In a ceremony Sunday, local and national Jewish leaders and clergy joined to unveil the new structure, which will serve the 106-member community—90 percent are immigrants from the former Soviet Union.

Four rabbis carried a Torah scroll into the sanctuary as Cantor Jacow Zelewitsch chanted “Ma Tovu” and Rabbi Shimon Grossberg of Osnabruck lit the eternal light. The community does not yet have its own rabbi.

Among the guests were Charlotte Knobloch, head of the Central Council of Jews in Germany; Jurgen Rüttgers, minister president of North Rhine-Westphalia; Rabbi Julian Chaim Soussan of Düsseldorf; Harry Roth, president of the Jewish community; and Rainer Heller, mayor of Detmold.

The new synagogue cost about $2.7 million, a third of which was borne by the German government.
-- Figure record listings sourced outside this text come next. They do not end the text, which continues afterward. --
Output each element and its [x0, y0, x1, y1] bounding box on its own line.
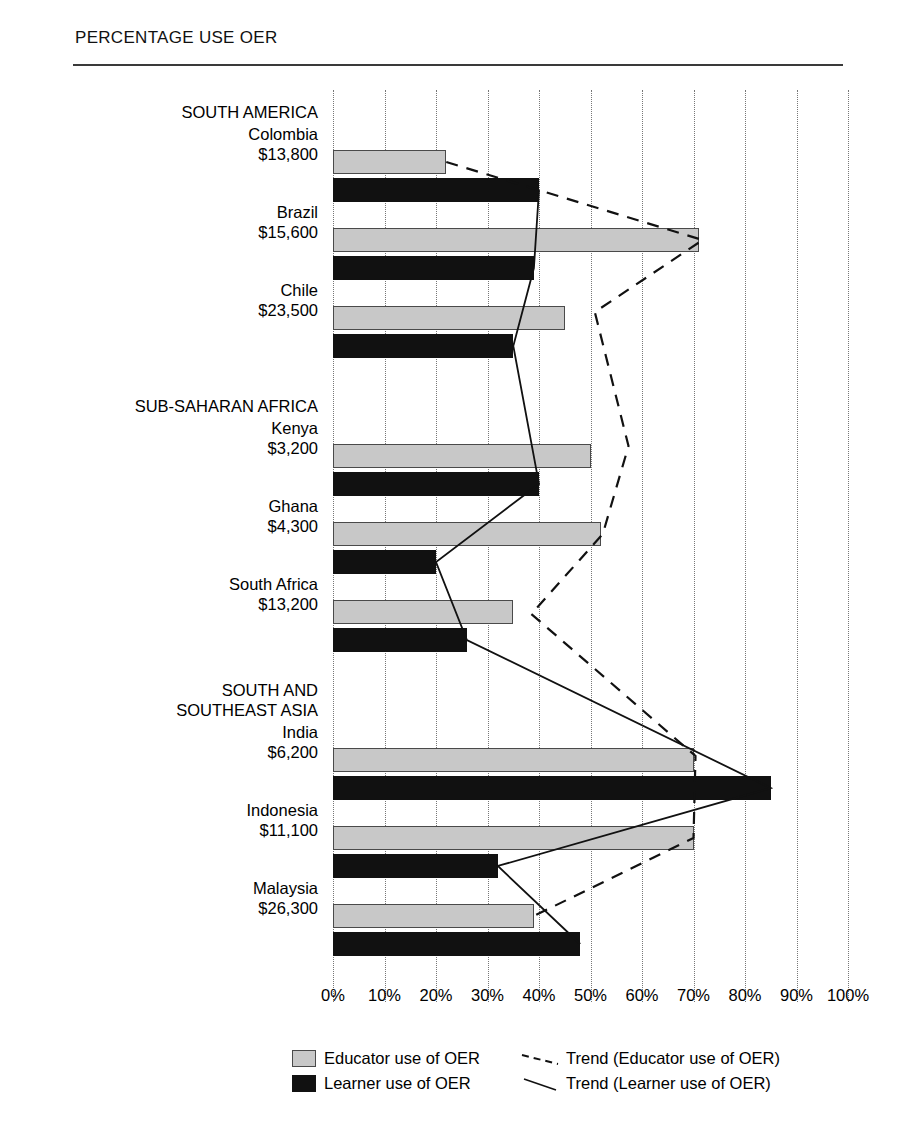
category-label-brazil: Brazil$15,600	[258, 202, 318, 242]
category-label-chile: Chile$23,500	[258, 280, 318, 320]
bar-educator-kenya	[333, 444, 591, 468]
bar-educator-colombia	[333, 150, 446, 174]
country-gdp: $3,200	[268, 438, 318, 458]
title-divider	[73, 64, 843, 66]
legend-label-educator: Educator use of OER	[324, 1049, 520, 1068]
bar-educator-chile	[333, 306, 565, 330]
country-name: Brazil	[258, 202, 318, 222]
category-label-south-africa: South Africa$13,200	[229, 574, 318, 614]
bar-learner-chile	[333, 334, 513, 358]
country-name: Kenya	[268, 418, 318, 438]
gridline	[797, 90, 798, 1002]
legend-row-educator: Educator use of OER Trend (Educator use …	[292, 1046, 892, 1071]
chart-legend: Educator use of OER Trend (Educator use …	[292, 1046, 892, 1096]
bar-learner-indonesia	[333, 854, 498, 878]
bar-educator-brazil	[333, 228, 699, 252]
category-label-colombia: Colombia$13,800	[248, 124, 318, 164]
x-tick-60: 60%	[625, 986, 658, 1005]
category-label-ghana: Ghana$4,300	[268, 496, 318, 536]
x-tick-50: 50%	[574, 986, 607, 1005]
educator-swatch-icon	[292, 1050, 316, 1067]
bar-learner-india	[333, 776, 771, 800]
solid-trend-line-icon	[520, 1076, 560, 1092]
x-tick-90: 90%	[780, 986, 813, 1005]
gridline	[591, 90, 592, 1002]
country-gdp: $23,500	[258, 300, 318, 320]
chart-root: PERCENTAGE USE OER SOUTH AMERICAColombia…	[0, 0, 915, 1123]
legend-label-learner: Learner use of OER	[324, 1074, 520, 1093]
x-tick-20: 20%	[419, 986, 452, 1005]
country-gdp: $15,600	[258, 222, 318, 242]
gridline	[745, 90, 746, 1002]
country-gdp: $13,800	[248, 144, 318, 164]
x-tick-70: 70%	[677, 986, 710, 1005]
country-gdp: $11,100	[246, 820, 318, 840]
group-header-south-america: SOUTH AMERICA	[181, 102, 318, 122]
gridline	[642, 90, 643, 1002]
bar-educator-south-africa	[333, 600, 513, 624]
x-tick-40: 40%	[522, 986, 555, 1005]
country-gdp: $26,300	[253, 898, 318, 918]
group-header-south-and-southeast-asia: SOUTH AND SOUTHEAST ASIA	[176, 680, 318, 720]
country-name: India	[268, 722, 318, 742]
chart-title: PERCENTAGE USE OER	[75, 28, 278, 48]
country-gdp: $4,300	[268, 516, 318, 536]
category-label-indonesia: Indonesia$11,100	[246, 800, 318, 840]
country-gdp: $13,200	[229, 594, 318, 614]
x-tick-30: 30%	[471, 986, 504, 1005]
bar-learner-ghana	[333, 550, 436, 574]
gridline	[848, 90, 849, 1002]
category-label-kenya: Kenya$3,200	[268, 418, 318, 458]
dashed-trend-line-icon	[520, 1051, 560, 1067]
category-label-india: India$6,200	[268, 722, 318, 762]
legend-label-educator-trend: Trend (Educator use of OER)	[566, 1049, 780, 1068]
bar-learner-brazil	[333, 256, 534, 280]
bar-learner-south-africa	[333, 628, 467, 652]
x-tick-0: 0%	[321, 986, 345, 1005]
learner-swatch-icon	[292, 1075, 316, 1092]
bar-educator-india	[333, 748, 694, 772]
bar-learner-colombia	[333, 178, 539, 202]
category-label-malaysia: Malaysia$26,300	[253, 878, 318, 918]
country-name: South Africa	[229, 574, 318, 594]
country-name: Colombia	[248, 124, 318, 144]
bar-educator-indonesia	[333, 826, 694, 850]
country-name: Chile	[258, 280, 318, 300]
group-header-sub-saharan-africa: SUB-SAHARAN AFRICA	[135, 396, 318, 416]
legend-row-learner: Learner use of OER Trend (Learner use of…	[292, 1071, 892, 1096]
bar-learner-malaysia	[333, 932, 580, 956]
gridline	[694, 90, 695, 1002]
plot-area	[333, 90, 848, 1002]
bar-learner-kenya	[333, 472, 539, 496]
x-axis-tick-labels: 0%10%20%30%40%50%60%70%80%90%100%	[333, 986, 893, 1012]
country-name: Ghana	[268, 496, 318, 516]
category-axis-labels: SOUTH AMERICAColombia$13,800Brazil$15,60…	[0, 90, 318, 970]
gridline	[539, 90, 540, 1002]
country-name: Malaysia	[253, 878, 318, 898]
x-tick-10: 10%	[368, 986, 401, 1005]
bar-educator-ghana	[333, 522, 601, 546]
x-tick-100: 100%	[827, 986, 869, 1005]
country-gdp: $6,200	[268, 742, 318, 762]
x-tick-80: 80%	[728, 986, 761, 1005]
bar-educator-malaysia	[333, 904, 534, 928]
country-name: Indonesia	[246, 800, 318, 820]
legend-label-learner-trend: Trend (Learner use of OER)	[566, 1074, 771, 1093]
Another $137,000 is needed, community member Ruben Heinemann, head of the building fund, told JTA.

Heinemann, 47, said his late father and uncles had spoken often of the old synagogue of Herford, which was burned down in 1938, where they had their bar mitzvahs.

For decades after World War II, the tiny community used an old Jewish school building and the former rabbi’s residence as a synagogue.

“But it only had 28 seats, which became too small,” Heinemann said, adding that he expects the larger synagogue to draw more members to the community from the region.

Ten new synagogues have been built in the state of North Rhine-Westphalia in the past 15 years.

The Jewish population in Germany has quadrupled since 1990 with the influx of Jews from the former Soviet Union.

An estimated 200,000 Jews live in Germany today, but only about half are affiliated with Jewish communities. There are 82 active Jewish communities in the country.